Initiatives like Archaeomedia are extremely important, because the future prospects of media archaeology are cross-cultural and international. Media archaeology may have originated in Europe, but it has potential to be useful in many countries and cultures around the world. However, it must be adapted and localized, because all cultures are different. For that purpose, both local hubs and cross-cultural initiatives are needed. They can take many forms – online platforms, festival, conferences, magazines, collaborative projects, etc.
Personal relationships between likeminded (or different minded!) scholars will help. We need people with knowledge about their own cultures, and also with language competence. I have done much work in Japan, and written the first book on media archaeology for Japanese students and scholars, but I don’t know the language well enough to be able to research the Japanese culture from a media archaeological perspective myself. I need help from local specialists. Ultimately, the task of Japanese media archaeology is in their hands.

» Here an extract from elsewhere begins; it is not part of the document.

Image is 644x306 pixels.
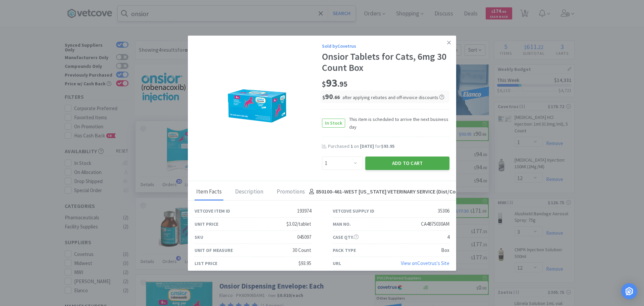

Within the scope of the Festival de la Imagen, I also conducted a study titled “Artificial Mind Creation,” which addresses the media archaeology of AI. There are also figures like Egor Kraft, who combine media archaeology with artificial intelligence in exhibitions. How do you envision the future relationship between artificial intelligence and the field of media archaeology?
This is both an extremely important and extremely difficult question, partly because it deals with currect developments that are very unpredictable. I recently saw a great exhibition in Paris, curated by Professor Antonio Somaini, who is a specialist of both media archaeology and artificial intelligence. It was shown at Jeu de Paume and titled Le monde selon l’IA / The World Through AI (2025). It demonstrated that AI has a history that can be excavated by media archaeology. Professor Simone Natale in Turin has done work on this as well, going back to the 19th century.
At the same time, AI will be producing material that must be submitted to media archaeological analysis. It produces texts and images that include weird versions of commonplaces and symbols from the past, but also creates ones of its own. How the creations of AI are and will be related to humankind’s inheritance is a very big question. The situation is very liquid, but I am trying to follow the developments the best I can. I personally do not use AI as a research tool, because I don’t trust enough in its creations. However, I am interested in its “hallucinations” which remind me of Surrealist automatic writing.